Washington: The Obama administration’s claim that Texas’s voter identification law will keep blacks and Hispanics away from the polls this November will be tested in a week-long federal trial starting today in Washington.

Texas, one of eight states that passed laws last year requiring photo identification in order to vote, is seeking court approval of the measure, arguing it’s needed to prevent electoral fraud. The Justice Department says Texas’s rules are harsher than any other state and place a “new and substantial burden” on minorities’ ability to cast a ballot.

“Clearly there is a sense that the political stakes are high,” Christopher Elmendorf, a professor of election law at the University of California Davis School of Law, said in an interview. “There’s a belief that in close elections these laws could make a difference.”

Since 2004, six Texas House elections have been won by less than 50 votes, the state said in a July 1 filing. In the 2010 general election, the victor in a state-house district west of Austin was decided by 12 votes, according to the state.

The case marks the first time a federal court will weigh in on the Obama administration’s effort to use the Voting Rights Act of 1965 to block a state from requiring photo ID to vote.

Texas is one of 16 states or jurisdictions that need permission from the Justice Department or a federal court in Washington before changing election procedures because of their history of voting rights violations.

Texas opted to go to court on the photo ID rule, suing Attorney General Eric Holder on January 24. 

Handgun permits 

Under the law Republican Governor Rick Perry signed last year, voters who arrive at the polls lacking one of seven acceptable forms of photo IDs issued by the state or federal government, including permits to carry a concealed handgun, would be given a provisional ballot, according to the Texas Secretary of State’s website. College or university IDs aren’t among the authorised documents.

Those ballots would count only if voters bring an approved ID to the registrar’s office within six days of the election.

The law exempts mail-in ballots and voters with significant disabilities or religious objections to being photographed.

The requirements “entail minor inconveniences on exercising the right to vote,” Texas Attorney General Greg Abbott said in his initial court filing.

The Justice Department, which in December stopped a similar statute in South Carolina, claims the law would increase the burden of casting a ballot in person for more than 1.5 million Texas voters. 

Non-Hispanic voters

Hispanic registered voters in Texas are from 47 per cent to 120 per cent more likely to lack the required identification than non-Hispanic voters, the Justice Department said in a letter to the state in March. Texas has 2.81 million Hispanics among the state’s 12.9 million registered voters.

“There were 13 million combined votes cast in all Texas elections in 2008 and 2010,” Trey Martinez Fischer, chairman of the Texas Legislature’s Mexican American Legislative Caucus, which opposed the law, said in an interview. “There has been only one indictment for voter impersonation in that time, so what’s the big public policy issue that requires sacrificing 700,000 voters?”

Since 2002, Texas conducted 308 investigations of voter fraud, filing criminal charges against at least four people, according to a state filing. At least three cases involved alleged voting by noncitizens.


_WHAT IS EXPECTED_
Among the lines of data below, reproduce only those from the one with "Image resolution: width=706" through the one with "Image resolution: width=660", exactly as they stand, both ends included.

_GIVEN RECORDS_
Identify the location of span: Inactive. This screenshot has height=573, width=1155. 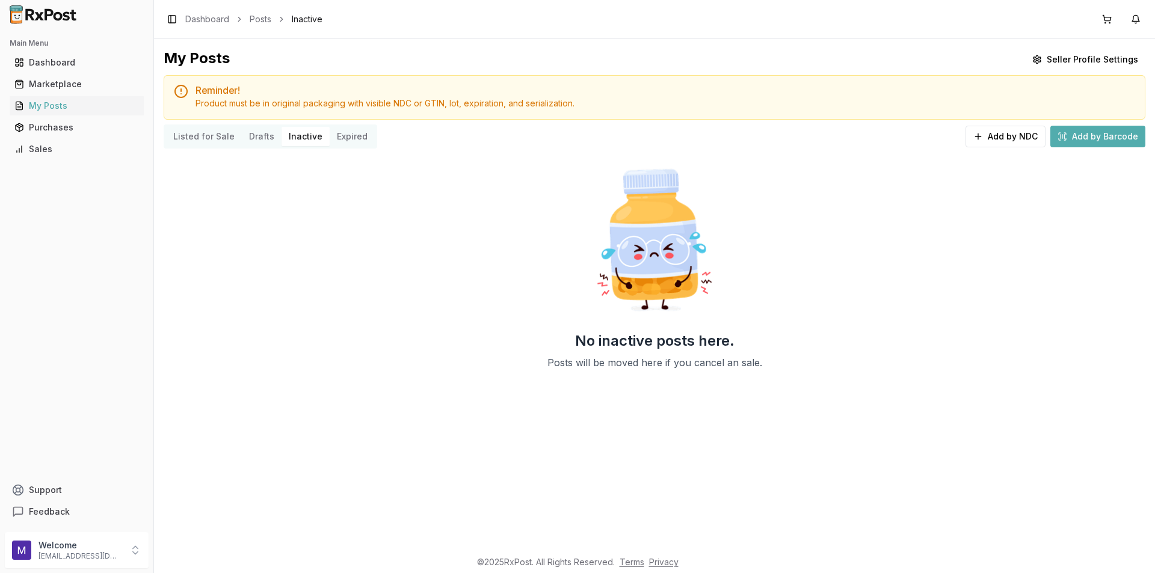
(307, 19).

==

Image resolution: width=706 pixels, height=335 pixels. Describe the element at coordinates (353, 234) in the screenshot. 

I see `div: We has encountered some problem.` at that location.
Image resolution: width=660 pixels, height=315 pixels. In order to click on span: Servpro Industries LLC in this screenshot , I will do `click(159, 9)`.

_TASK SOLUTION_
Image resolution: width=706 pixels, height=335 pixels. Describe the element at coordinates (353, 234) in the screenshot. 

I see `div: We has encountered some problem.` at that location.
Image resolution: width=660 pixels, height=315 pixels. In order to click on span: Servpro Industries LLC in this screenshot , I will do `click(159, 9)`.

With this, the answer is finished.